The owner of LloydsPharmacy, one of Britain’s biggest chains of chemists, is to decide within days on its future ownership after receiving takeover bids for the business.
Sky News understands that McKesson Corporation, which is listed in New York, is mulling the status of three offers which have been tabled for its British operations.
City sources said a decision about a preferred bidder could be made as early as next week.
Aurelius Group, Epiris and HIG Europe lodged offers several days ago for LloydsPharmacy, which employs well over 15,000 people, and other McKesson companies in the UK.
These include All About Health, the UK’s biggest drug distributor.
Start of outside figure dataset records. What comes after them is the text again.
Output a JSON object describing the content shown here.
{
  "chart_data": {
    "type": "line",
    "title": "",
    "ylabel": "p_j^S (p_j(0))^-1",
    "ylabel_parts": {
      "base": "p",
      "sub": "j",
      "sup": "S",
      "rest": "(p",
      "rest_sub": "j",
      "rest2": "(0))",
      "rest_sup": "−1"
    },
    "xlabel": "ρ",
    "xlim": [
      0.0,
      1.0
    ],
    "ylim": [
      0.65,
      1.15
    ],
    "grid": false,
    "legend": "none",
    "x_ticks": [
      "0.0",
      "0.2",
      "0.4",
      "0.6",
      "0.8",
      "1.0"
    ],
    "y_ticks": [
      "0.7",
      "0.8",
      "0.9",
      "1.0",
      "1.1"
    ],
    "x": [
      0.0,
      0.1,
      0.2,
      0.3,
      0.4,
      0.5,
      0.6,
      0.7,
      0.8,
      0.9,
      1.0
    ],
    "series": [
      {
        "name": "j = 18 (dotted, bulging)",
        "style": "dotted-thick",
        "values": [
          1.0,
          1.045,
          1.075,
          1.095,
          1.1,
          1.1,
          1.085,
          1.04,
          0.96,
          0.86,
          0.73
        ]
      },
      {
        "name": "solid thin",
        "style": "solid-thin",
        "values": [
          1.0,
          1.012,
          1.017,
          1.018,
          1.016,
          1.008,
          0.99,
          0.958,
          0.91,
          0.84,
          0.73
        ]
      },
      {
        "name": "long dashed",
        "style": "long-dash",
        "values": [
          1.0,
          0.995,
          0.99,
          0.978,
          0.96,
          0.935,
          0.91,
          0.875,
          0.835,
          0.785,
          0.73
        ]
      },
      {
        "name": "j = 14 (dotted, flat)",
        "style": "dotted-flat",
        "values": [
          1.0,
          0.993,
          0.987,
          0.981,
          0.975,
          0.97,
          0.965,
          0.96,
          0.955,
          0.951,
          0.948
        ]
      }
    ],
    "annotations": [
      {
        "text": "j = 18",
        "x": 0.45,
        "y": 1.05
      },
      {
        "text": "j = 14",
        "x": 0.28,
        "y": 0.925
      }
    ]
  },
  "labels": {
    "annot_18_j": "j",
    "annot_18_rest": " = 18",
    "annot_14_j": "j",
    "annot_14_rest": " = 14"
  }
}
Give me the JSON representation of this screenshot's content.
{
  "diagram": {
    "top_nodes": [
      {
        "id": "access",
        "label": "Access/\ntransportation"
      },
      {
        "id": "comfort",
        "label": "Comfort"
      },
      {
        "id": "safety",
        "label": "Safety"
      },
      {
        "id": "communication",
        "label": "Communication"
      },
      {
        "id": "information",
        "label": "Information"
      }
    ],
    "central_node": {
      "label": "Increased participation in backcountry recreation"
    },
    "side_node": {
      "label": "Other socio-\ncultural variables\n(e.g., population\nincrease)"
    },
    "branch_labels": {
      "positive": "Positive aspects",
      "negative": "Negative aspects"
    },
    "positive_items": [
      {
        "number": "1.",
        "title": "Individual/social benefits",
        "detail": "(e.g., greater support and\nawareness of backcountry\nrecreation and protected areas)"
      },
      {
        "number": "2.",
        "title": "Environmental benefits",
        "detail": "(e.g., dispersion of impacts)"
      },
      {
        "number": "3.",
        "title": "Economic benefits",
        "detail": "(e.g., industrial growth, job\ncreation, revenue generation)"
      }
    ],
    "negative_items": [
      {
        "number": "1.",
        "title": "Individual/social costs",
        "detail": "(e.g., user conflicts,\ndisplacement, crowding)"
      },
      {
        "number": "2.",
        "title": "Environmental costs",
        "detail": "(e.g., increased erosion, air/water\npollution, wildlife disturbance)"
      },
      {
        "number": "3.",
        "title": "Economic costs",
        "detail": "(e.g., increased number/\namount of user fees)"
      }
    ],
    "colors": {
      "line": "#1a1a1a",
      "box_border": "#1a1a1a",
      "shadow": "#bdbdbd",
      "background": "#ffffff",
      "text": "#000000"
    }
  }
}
Aurelius, Epiris and HIG each have track records at buying underperforming assets and attempting to revive them.
Bankers at Barclays are advising McKesson on the sale process.
By some measures, McKesson is the biggest competitor in the UK to Boots the Chemist and its parent company, Walgreens Boots Alliance.
LloydsPharmacy operates a network of more than 1400 sites across the UK, employing more than 17,000 people.
Hundreds of its outlets are based in GP surgeries.
The LloydsPharmacy estate was assembled over decades through the absorption of prominent industry names such as Savory & Moore, Cross & Herbert, Kingswood GK and Hills Pharmacy.
In 2016, the company bought Sainsbury’s network of nearly 300 in-store chemists.
LloydsPharmacy became part of McKesson in 2014, when the American group bought Celesio in a £5bn deal.
McKesson also owns John Bell & Croyden, a royal warrant-holding pharmacy in London’s Mayfair which has been enlisted as part of the government’s COVID-19 vaccination programme.
John Bell & Croyden opened in 1798 and claims to have been Her Majesty The Queen’s pharmacist since 1958.
In accounts filed at Companies House for the year to 31 March 2019 loss-making LloydsPharmacy described it as “another exceptionally challenging year”.
A spokesman for McKesson has been contacted for comment.